**Work request**
Show every line of the records below that contains the word "will".

[Pixel coordinate grounding data]
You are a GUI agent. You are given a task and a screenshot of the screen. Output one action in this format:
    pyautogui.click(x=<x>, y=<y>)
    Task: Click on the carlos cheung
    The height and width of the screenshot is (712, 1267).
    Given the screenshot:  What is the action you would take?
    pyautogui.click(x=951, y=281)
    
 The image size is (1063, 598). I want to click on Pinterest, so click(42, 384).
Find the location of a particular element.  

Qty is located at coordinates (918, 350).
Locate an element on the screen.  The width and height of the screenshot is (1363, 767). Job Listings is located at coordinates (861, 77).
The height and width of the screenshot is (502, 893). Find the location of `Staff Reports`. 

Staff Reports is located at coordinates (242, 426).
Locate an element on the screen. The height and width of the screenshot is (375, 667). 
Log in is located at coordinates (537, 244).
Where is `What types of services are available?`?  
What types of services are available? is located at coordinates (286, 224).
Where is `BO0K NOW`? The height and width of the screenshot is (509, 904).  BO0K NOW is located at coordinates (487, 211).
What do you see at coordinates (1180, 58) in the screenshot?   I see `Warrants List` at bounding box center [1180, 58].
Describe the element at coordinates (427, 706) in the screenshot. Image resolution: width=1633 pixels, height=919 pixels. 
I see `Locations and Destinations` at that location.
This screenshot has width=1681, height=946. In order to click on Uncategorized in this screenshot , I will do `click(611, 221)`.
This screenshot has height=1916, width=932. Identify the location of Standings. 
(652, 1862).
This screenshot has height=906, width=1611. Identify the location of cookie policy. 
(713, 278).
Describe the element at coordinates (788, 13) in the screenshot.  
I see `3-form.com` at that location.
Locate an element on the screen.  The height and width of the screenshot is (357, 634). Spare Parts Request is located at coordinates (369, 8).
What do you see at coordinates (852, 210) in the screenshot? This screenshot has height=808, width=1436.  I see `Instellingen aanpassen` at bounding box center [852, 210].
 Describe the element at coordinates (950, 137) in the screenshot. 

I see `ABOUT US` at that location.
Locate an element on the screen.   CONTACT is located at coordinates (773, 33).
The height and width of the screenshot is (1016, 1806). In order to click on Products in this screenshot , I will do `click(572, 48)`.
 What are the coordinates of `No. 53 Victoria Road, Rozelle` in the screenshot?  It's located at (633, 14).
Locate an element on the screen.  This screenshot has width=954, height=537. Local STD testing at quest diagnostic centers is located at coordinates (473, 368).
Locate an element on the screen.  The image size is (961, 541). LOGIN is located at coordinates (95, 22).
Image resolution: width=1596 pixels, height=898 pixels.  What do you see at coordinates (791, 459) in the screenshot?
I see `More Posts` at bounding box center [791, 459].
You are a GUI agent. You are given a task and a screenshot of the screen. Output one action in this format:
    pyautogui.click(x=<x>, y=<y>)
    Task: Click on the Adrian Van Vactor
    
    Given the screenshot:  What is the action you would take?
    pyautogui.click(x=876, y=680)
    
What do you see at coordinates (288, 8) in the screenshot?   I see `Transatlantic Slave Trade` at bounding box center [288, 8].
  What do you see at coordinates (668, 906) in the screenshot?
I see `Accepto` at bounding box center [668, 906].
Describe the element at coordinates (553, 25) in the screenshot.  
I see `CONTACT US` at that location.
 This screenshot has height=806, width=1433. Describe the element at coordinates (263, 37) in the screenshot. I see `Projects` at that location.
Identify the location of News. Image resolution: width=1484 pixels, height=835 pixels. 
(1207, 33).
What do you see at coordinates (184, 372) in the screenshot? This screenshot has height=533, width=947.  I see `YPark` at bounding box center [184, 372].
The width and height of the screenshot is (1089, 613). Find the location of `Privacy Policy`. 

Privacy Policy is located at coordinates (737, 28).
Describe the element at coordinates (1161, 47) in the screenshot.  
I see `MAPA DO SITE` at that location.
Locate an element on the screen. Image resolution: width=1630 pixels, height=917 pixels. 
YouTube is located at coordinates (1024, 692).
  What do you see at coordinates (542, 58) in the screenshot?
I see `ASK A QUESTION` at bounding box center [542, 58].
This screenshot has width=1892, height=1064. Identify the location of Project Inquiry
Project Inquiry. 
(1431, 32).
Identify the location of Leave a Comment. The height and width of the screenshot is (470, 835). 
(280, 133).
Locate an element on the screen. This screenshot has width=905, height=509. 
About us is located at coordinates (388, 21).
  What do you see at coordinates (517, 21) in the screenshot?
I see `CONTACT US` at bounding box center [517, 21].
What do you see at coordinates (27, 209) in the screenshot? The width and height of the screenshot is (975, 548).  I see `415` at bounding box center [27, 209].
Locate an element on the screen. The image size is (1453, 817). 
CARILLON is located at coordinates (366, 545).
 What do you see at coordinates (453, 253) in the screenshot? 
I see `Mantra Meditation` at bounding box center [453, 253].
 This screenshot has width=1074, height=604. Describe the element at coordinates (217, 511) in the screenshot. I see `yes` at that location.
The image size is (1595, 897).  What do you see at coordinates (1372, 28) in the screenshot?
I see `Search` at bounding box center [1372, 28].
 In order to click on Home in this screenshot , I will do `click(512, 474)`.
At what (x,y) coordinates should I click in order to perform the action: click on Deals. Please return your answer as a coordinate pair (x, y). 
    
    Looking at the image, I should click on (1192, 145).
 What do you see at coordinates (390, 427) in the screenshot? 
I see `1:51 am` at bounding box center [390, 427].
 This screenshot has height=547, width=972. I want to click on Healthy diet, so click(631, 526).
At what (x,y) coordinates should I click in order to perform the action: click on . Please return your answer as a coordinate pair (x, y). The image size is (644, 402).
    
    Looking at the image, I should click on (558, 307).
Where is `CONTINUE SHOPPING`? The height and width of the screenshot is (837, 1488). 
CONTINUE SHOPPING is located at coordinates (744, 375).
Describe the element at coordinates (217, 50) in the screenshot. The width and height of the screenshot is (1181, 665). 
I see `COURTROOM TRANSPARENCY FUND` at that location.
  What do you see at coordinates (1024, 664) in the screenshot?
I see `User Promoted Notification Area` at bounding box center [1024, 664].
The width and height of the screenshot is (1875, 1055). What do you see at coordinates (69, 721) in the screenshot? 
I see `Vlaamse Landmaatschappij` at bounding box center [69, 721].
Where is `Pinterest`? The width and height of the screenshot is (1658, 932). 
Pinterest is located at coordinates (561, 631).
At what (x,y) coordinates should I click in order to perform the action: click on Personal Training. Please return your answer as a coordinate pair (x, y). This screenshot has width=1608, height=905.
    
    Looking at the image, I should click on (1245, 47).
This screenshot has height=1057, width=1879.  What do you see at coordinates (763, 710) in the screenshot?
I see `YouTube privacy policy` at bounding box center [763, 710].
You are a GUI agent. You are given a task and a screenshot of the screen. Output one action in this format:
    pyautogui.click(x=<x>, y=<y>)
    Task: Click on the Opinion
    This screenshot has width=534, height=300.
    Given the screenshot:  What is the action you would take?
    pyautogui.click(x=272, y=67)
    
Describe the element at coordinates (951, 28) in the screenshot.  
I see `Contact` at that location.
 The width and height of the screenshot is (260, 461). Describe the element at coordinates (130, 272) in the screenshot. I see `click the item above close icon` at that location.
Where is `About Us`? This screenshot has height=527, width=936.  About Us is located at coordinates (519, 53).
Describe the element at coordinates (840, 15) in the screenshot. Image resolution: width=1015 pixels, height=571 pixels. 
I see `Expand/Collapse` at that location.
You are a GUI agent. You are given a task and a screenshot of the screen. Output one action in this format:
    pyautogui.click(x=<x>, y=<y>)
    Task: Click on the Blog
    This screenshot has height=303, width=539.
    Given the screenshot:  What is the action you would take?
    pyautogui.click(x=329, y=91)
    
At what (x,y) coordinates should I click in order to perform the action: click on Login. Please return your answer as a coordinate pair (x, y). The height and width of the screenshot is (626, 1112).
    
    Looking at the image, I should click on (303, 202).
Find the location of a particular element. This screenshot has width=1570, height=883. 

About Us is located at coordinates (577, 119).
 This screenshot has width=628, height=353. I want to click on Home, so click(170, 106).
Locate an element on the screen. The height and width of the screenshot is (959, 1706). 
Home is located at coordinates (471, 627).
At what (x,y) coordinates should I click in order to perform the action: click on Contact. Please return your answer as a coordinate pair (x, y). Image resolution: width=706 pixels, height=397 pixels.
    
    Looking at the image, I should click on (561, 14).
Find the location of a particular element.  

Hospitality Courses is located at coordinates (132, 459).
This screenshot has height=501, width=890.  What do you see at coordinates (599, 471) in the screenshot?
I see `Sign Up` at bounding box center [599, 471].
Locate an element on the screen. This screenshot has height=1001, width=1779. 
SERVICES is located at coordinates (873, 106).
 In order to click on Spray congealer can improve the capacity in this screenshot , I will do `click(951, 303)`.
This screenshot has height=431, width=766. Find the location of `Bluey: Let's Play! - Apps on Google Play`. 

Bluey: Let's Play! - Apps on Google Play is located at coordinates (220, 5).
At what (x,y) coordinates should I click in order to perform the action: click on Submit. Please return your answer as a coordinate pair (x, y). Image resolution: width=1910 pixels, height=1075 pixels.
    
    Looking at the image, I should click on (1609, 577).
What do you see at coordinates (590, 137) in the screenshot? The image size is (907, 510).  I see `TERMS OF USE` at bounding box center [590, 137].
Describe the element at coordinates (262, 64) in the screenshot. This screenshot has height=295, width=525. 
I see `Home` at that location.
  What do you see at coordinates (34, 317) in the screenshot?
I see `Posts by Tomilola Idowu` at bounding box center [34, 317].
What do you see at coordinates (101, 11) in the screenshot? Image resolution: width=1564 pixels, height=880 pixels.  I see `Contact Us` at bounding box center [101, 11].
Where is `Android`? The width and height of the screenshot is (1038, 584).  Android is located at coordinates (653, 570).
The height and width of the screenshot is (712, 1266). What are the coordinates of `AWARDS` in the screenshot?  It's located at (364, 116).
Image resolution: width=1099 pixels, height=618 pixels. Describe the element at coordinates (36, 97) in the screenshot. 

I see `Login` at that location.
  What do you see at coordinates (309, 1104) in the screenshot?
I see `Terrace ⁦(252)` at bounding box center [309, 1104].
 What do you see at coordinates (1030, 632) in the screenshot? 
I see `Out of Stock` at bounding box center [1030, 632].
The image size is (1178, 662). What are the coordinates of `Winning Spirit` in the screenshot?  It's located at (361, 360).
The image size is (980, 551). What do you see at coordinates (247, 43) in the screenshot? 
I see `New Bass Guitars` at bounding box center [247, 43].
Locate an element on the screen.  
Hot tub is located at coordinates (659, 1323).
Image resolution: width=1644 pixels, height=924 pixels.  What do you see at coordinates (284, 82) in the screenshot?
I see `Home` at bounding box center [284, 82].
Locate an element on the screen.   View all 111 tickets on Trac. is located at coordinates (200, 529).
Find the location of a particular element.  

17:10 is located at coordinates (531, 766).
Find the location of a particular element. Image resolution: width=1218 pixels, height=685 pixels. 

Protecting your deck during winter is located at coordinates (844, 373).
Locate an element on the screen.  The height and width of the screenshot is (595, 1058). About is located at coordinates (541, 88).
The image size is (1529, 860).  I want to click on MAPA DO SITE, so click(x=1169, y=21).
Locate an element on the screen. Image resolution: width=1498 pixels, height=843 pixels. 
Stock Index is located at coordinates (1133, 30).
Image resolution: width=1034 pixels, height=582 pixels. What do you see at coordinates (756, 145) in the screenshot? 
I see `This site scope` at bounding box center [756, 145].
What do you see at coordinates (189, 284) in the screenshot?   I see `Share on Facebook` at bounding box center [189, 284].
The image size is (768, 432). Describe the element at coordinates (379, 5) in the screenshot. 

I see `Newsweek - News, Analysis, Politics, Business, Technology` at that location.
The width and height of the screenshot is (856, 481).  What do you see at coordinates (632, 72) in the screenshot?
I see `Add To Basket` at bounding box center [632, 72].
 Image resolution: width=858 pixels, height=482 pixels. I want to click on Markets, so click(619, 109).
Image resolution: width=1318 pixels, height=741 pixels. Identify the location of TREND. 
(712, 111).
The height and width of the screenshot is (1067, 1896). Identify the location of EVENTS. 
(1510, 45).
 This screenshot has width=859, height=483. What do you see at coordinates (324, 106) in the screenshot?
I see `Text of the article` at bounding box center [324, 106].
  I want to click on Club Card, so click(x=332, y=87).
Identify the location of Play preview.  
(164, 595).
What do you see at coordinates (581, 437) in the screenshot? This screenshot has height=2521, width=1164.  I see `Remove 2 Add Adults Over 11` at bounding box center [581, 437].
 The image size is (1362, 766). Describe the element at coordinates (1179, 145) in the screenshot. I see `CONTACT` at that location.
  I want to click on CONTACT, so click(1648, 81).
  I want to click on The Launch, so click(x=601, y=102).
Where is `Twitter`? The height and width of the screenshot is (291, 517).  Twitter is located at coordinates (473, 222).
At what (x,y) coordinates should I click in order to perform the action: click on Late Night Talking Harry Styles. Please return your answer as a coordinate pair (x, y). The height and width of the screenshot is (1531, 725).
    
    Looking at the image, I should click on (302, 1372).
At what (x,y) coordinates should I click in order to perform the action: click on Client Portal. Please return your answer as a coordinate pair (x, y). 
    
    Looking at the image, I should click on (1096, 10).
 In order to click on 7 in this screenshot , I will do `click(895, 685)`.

**Answer to the problem**
This screenshot has width=1681, height=946. In order to click on Uncategorized in this screenshot , I will do `click(611, 221)`.
The height and width of the screenshot is (1016, 1806). In order to click on Products in this screenshot , I will do `click(572, 48)`.
 In order to click on Home in this screenshot , I will do `click(512, 474)`.
 In order to click on Spray congealer can improve the capacity in this screenshot , I will do `click(951, 303)`.
 In order to click on 7 in this screenshot , I will do `click(895, 685)`.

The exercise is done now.